Characters
- Emma Lou Morgan: a young African-American woman. Growing up in Boise, Idaho, she encounters discrimination by lighter-skinned blacks among her family and community. She takes after her father in appearance, who abandoned her and her lighter-skinned mother.
- Uncle Joe: Emma Lou is closer to him than others in her mother's family; she follows his advice to go to Los Angeles for college.
- Hazel Mason: The first black student whom Emma Lou meets at USC. Judging her to be the "wrong" kind of Negro, Emma tries to limit their association.
- Alva: one of Emma Lou’s love interests in Harlem. He is a lighter-skinned man who manipulates women to use their money to get by. Married twice already, he has become alcoholic.
- Braxton: Alva’s roommate.
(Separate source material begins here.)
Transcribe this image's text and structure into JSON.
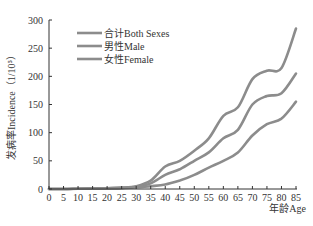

He does not approve of Alva's seeing Emma Lou because of her skin color.
- Geraldine: one of Alva’s companions; she bears his son, who is born disfigured. She abandons them both.
- John: Emma Lou’s first love interest in Harlem.
- Arline Strange: an actress. Emma Lou works as her maid, helping with make-up and costumes.
- Gwedolyn Johnson: Emma Lou’s friend from the Y.W.C.A. She eventually marries Benson Brown, whom Emma Lou had dated.
- Benson Brown: a man Emma Lou meets after she moves to the Y.W.C.A. He is lighter-skinned and promising, the "right" sort of African-American man.
Read more about this topic: The Blacker The Berry
Famous quotes containing the word characters:
“A criminal trial is like a Russian novel: it starts with exasperating slowness as the characters are introduced to a jury, then there are complications in the form of minor witnesses, the protagonist finally appears and contradictions arise to produce drama, and finally as both jury and spectators grow weary and confused the pace quickens, reaching its climax in passionate final argument.”
—Clifford Irving (b. 1930)
“Philosophy is written in this grand bookI mean the universe
which stands continually open to our gaze, but it cannot be understood unless one first learns to comprehend the language and interpret the characters in which it is written. It is written in the language of mathematics, and its characters are triangles, circles, and other geometrical figures, without which it is humanly impossible to understand a single word of it.”
—Galileo Galilei (15641642)
“To marry a man out of pity is folly; and, if you think you are going to influence the kind of fellow who has never had a chance, poor devil, you are profoundly mistaken. One can only influence the strong characters in life, not the weak; and it is the height of vanity to suppose that you can make an honest man of anyone.”